This is to move beyond simply writing a more inclusive history of art to understanding African Americans as active participants in the history of modernism.
Category: In the Round
Tags: 4.1, African American art, critical theory, Henry Ossawa Tanner, John P. Bowles, modernism
Chip Colwell
Chicago: University of Chicago Press, 2017; 336 pp.; 10 b/w illus.; ISBN 978-0226298993; Hardcover: $30.00
Reviewed by: Emily Moore, Assistant Professor of Art History, Colorado State University
Category: Book Reviews
Tags: 4.1, Chip Colwell, critical theory, Emily Moore, Maria Pearson, Native American art, Suzan Shown Harjo
Adair Rounthwaite
Minneapolis: University of Minnesota, 2017; 280 pages; 57 b/w photos; 12 color illus.; Paperback: $27.00; Cloth: $108.00
Reviewed by: Johanna Gosse, Visiting Assistant Professor and Scholar-in-Residence, Department of Art and Art History, University of Colorado, Boulder
Category: Book Reviews
Tags: 4.1, Adair Rounthwaite, contemporary art, critical theory, Dia, Group Material, Johanna Gosse, Martha Rosler
I could begin by asking, does patriotism have a place in the study of American art?

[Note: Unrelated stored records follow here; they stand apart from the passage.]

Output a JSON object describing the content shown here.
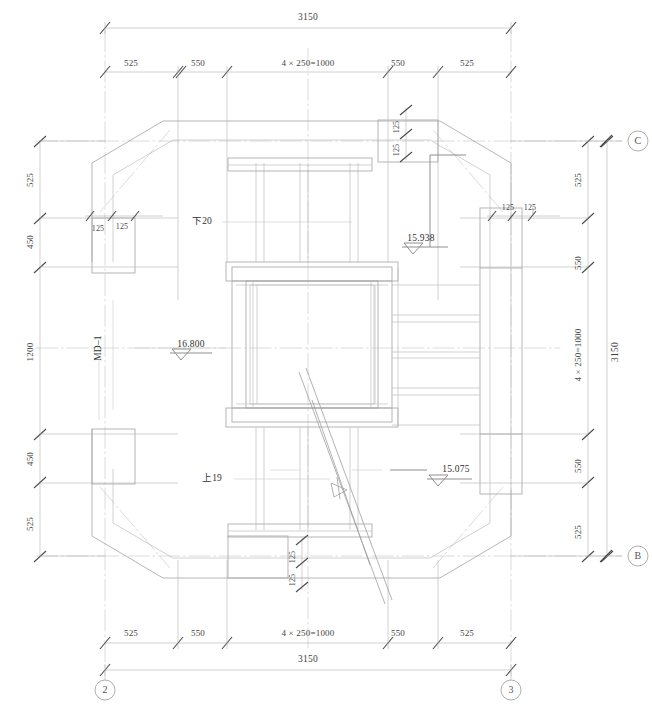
{
  "drawing": {
    "type": "structural-plan",
    "title": "",
    "units": "mm",
    "background": "#ffffff",
    "line_color": "#b9b9b9",
    "heavy_line_color": "#8f8f8f",
    "text_color": "#3b3b3b"
  },
  "grid_bubbles": [
    {
      "id": "bubble-c",
      "label": "C",
      "x": 638,
      "y": 141
    },
    {
      "id": "bubble-b",
      "label": "B",
      "x": 638,
      "y": 556
    },
    {
      "id": "bubble-2",
      "label": "2",
      "x": 105,
      "y": 690
    },
    {
      "id": "bubble-3",
      "label": "3",
      "x": 511,
      "y": 690
    }
  ],
  "dimensions": {
    "top_overall": {
      "text": "3150",
      "x": 308,
      "y": 18
    },
    "top_chain": [
      {
        "text": "525",
        "x": 131,
        "y": 63
      },
      {
        "text": "550",
        "x": 198,
        "y": 63
      },
      {
        "text": "4 × 250=1000",
        "x": 308,
        "y": 63
      },
      {
        "text": "550",
        "x": 398,
        "y": 63
      },
      {
        "text": "525",
        "x": 467,
        "y": 63
      }
    ],
    "bottom_chain": [
      {
        "text": "525",
        "x": 131,
        "y": 633
      },
      {
        "text": "550",
        "x": 198,
        "y": 633
      },
      {
        "text": "4 × 250=1000",
        "x": 308,
        "y": 633
      },
      {
        "text": "550",
        "x": 398,
        "y": 633
      },
      {
        "text": "525",
        "x": 467,
        "y": 633
      }
    ],
    "bottom_overall": {
      "text": "3150",
      "x": 308,
      "y": 660
    },
    "left_chain": [
      {
        "text": "525",
        "x": 30,
        "y": 180
      },
      {
        "text": "450",
        "x": 30,
        "y": 240
      },
      {
        "text": "1200",
        "x": 30,
        "y": 348
      },
      {
        "text": "450",
        "x": 30,
        "y": 459
      },
      {
        "text": "525",
        "x": 30,
        "y": 529
      }
    ],
    "right_chain": [
      {
        "text": "525",
        "x": 578,
        "y": 180
      },
      {
        "text": "550",
        "x": 578,
        "y": 261
      },
      {
        "text": "4 × 250=1000",
        "x": 578,
        "y": 348
      },
      {
        "text": "550",
        "x": 578,
        "y": 466
      },
      {
        "text": "525",
        "x": 578,
        "y": 535
      }
    ],
    "right_overall": {
      "text": "3150",
      "x": 615,
      "y": 348
    },
    "corner_125": [
      {
        "id": "corner-tl-a",
        "text": "125",
        "x": 98,
        "y": 228,
        "rot": false
      },
      {
        "id": "corner-tl-b",
        "text": "125",
        "x": 123,
        "y": 228,
        "rot": false
      },
      {
        "id": "corner-tr-a",
        "text": "125",
        "x": 508,
        "y": 208,
        "rot": false
      },
      {
        "id": "corner-tr-b",
        "text": "125",
        "x": 531,
        "y": 208,
        "rot": false
      },
      {
        "id": "corner-top-a",
        "text": "125",
        "x": 399,
        "y": 139,
        "rot": true
      },
      {
        "id": "corner-top-b",
        "text": "125",
        "x": 399,
        "y": 120,
        "rot": true
      },
      {
        "id": "corner-bot-a",
        "text": "125",
        "x": 294,
        "y": 571,
        "rot": true
      },
      {
        "id": "corner-bot-b",
        "text": "125",
        "x": 294,
        "y": 551,
        "rot": true
      }
    ]
  },
  "annotations": {
    "beam_tag_left": {
      "text": "MD–1",
      "x": 99,
      "y": 348
    },
    "note_down_20": {
      "text": "下20",
      "x": 200,
      "y": 222
    },
    "note_up_19": {
      "text": "上19",
      "x": 211,
      "y": 479
    }
  },
  "elevations": [
    {
      "id": "elev-16800",
      "value": "16.800",
      "x": 190,
      "y": 345,
      "dir": "left"
    },
    {
      "id": "elev-15938",
      "value": "15.938",
      "x": 420,
      "y": 239,
      "dir": "right"
    },
    {
      "id": "elev-15075",
      "value": "15.075",
      "x": 455,
      "y": 470,
      "dir": "right"
    }
  ],
  "section_mark": {
    "id": "section-cut",
    "label": "",
    "x": 338,
    "y": 489
  }
}
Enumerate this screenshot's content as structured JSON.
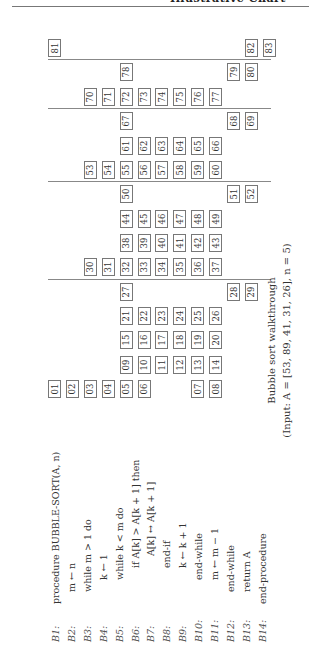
{
  "header": {
    "running_title": "Illustrative Chart"
  },
  "code": [
    {
      "label": "B1:",
      "indent": 0,
      "text": "procedure BUBBLE-SORT(A, n)"
    },
    {
      "label": "B2:",
      "indent": 1,
      "text": "m ← n"
    },
    {
      "label": "B3:",
      "indent": 1,
      "text": "while m > 1 do"
    },
    {
      "label": "B4:",
      "indent": 2,
      "text": "k ← 1"
    },
    {
      "label": "B5:",
      "indent": 2,
      "text": "while k < m do"
    },
    {
      "label": "B6:",
      "indent": 3,
      "text": "if A[k] > A[k + 1] then"
    },
    {
      "label": "B7:",
      "indent": 4,
      "text": "A[k] ↔ A[k + 1]"
    },
    {
      "label": "B8:",
      "indent": 3,
      "text": "end-if"
    },
    {
      "label": "B9:",
      "indent": 3,
      "text": "k ← k + 1"
    },
    {
      "label": "B10:",
      "indent": 2,
      "text": "end-while"
    },
    {
      "label": "B11:",
      "indent": 2,
      "text": "m ← m − 1"
    },
    {
      "label": "B12:",
      "indent": 1,
      "text": "end-while"
    },
    {
      "label": "B13:",
      "indent": 1,
      "text": "return A"
    },
    {
      "label": "B14:",
      "indent": 0,
      "text": "end-procedure"
    }
  ],
  "steps": [
    {
      "row": 0,
      "items": [
        [
          "01",
          0
        ],
        [
          "02",
          1
        ],
        [
          "03",
          2
        ],
        [
          "04",
          3
        ],
        [
          "05",
          4
        ],
        [
          "06",
          5
        ],
        [
          "07",
          8
        ],
        [
          "08",
          9
        ]
      ]
    },
    {
      "row": 1,
      "items": [
        [
          "09",
          4
        ],
        [
          "10",
          5
        ],
        [
          "11",
          6
        ],
        [
          "12",
          7
        ],
        [
          "13",
          8
        ],
        [
          "14",
          9
        ]
      ]
    },
    {
      "row": 2,
      "items": [
        [
          "15",
          4
        ],
        [
          "16",
          5
        ],
        [
          "17",
          6
        ],
        [
          "18",
          7
        ],
        [
          "19",
          8
        ],
        [
          "20",
          9
        ]
      ]
    },
    {
      "row": 3,
      "items": [
        [
          "21",
          4
        ],
        [
          "22",
          5
        ],
        [
          "23",
          6
        ],
        [
          "24",
          7
        ],
        [
          "25",
          8
        ],
        [
          "26",
          9
        ]
      ]
    },
    {
      "row": 4,
      "items": [
        [
          "27",
          4
        ],
        [
          "28",
          10
        ],
        [
          "29",
          11
        ]
      ]
    },
    {
      "row": 5,
      "items": [
        [
          "30",
          2
        ],
        [
          "31",
          3
        ],
        [
          "32",
          4
        ],
        [
          "33",
          5
        ],
        [
          "34",
          6
        ],
        [
          "35",
          7
        ],
        [
          "36",
          8
        ],
        [
          "37",
          9
        ]
      ]
    },
    {
      "row": 6,
      "items": [
        [
          "38",
          4
        ],
        [
          "39",
          5
        ],
        [
          "40",
          6
        ],
        [
          "41",
          7
        ],
        [
          "42",
          8
        ],
        [
          "43",
          9
        ]
      ]
    },
    {
      "row": 7,
      "items": [
        [
          "44",
          4
        ],
        [
          "45",
          5
        ],
        [
          "46",
          6
        ],
        [
          "47",
          7
        ],
        [
          "48",
          8
        ],
        [
          "49",
          9
        ]
      ]
    },
    {
      "row": 8,
      "items": [
        [
          "50",
          4
        ],
        [
          "51",
          10
        ],
        [
          "52",
          11
        ]
      ]
    },
    {
      "row": 9,
      "items": [
        [
          "53",
          2
        ],
        [
          "54",
          3
        ],
        [
          "55",
          4
        ],
        [
          "56",
          5
        ],
        [
          "57",
          6
        ],
        [
          "58",
          7
        ],
        [
          "59",
          8
        ],
        [
          "60",
          9
        ]
      ]
    },
    {
      "row": 10,
      "items": [
        [
          "61",
          4
        ],
        [
          "62",
          5
        ],
        [
          "63",
          6
        ],
        [
          "64",
          7
        ],
        [
          "65",
          8
        ],
        [
          "66",
          9
        ]
      ]
    },
    {
      "row": 11,
      "items": [
        [
          "67",
          4
        ],
        [
          "68",
          10
        ],
        [
          "69",
          11
        ]
      ]
    },
    {
      "row": 12,
      "items": [
        [
          "70",
          2
        ],
        [
          "71",
          3
        ],
        [
          "72",
          4
        ],
        [
          "73",
          5
        ],
        [
          "74",
          6
        ],
        [
          "75",
          7
        ],
        [
          "76",
          8
        ],
        [
          "77",
          9
        ]
      ]
    },
    {
      "row": 13,
      "items": [
        [
          "78",
          4
        ],
        [
          "79",
          10
        ],
        [
          "80",
          11
        ]
      ]
    },
    {
      "row": 14,
      "items": [
        [
          "81",
          0
        ],
        [
          "82",
          11
        ],
        [
          "83",
          12
        ]
      ]
    }
  ],
  "separators_after_rows": [
    4,
    8,
    11,
    13
  ],
  "caption": {
    "line1": "Bubble sort walkthrough",
    "line2": "(Input: A = [53, 89, 41, 31, 26], n = 5)"
  }
}
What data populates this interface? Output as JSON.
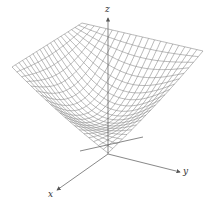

However, I prefer an even broader question: can ideology—and patriotism is nothing if not an ideological phenomenon—furnish a basis for scholarship?
Category: Bully Pulpit
Tags: 3.2, Alan Wallach, critical theory, luminism, Manifest Destiny, patriotism
Category: In the Round
Tags: 3.1, critical theory, Elise Madeleine Ciregna, funerary art, material culture, pedagogy, sculpture
Long before I met an art historian and long before I trained to become one, I knew that museums were sources and resources and that they were sites of social and cultural capital. I also did not expect museums to connect with me, and I did not care much if they did.
The front of the building that houses El Museo del Barrio features an artwork by the conceptual artist Luis Camnitzer that simply states: “A museum is a school: the artist learns to communicate, the public learns to make connections.”
Category: Bully Pulpit
Tags: 3.1, critical theory, Latin American/Caribbean art, Luis Camnitzer, Rocío Aranda-Alvarado
Benjamin Ives Gilman invented the skiascope to ensure that museum visitors saw art as he thought best—without distraction. Unfortunately, as far as I was able to determine, no skiascope survives. And so I built one.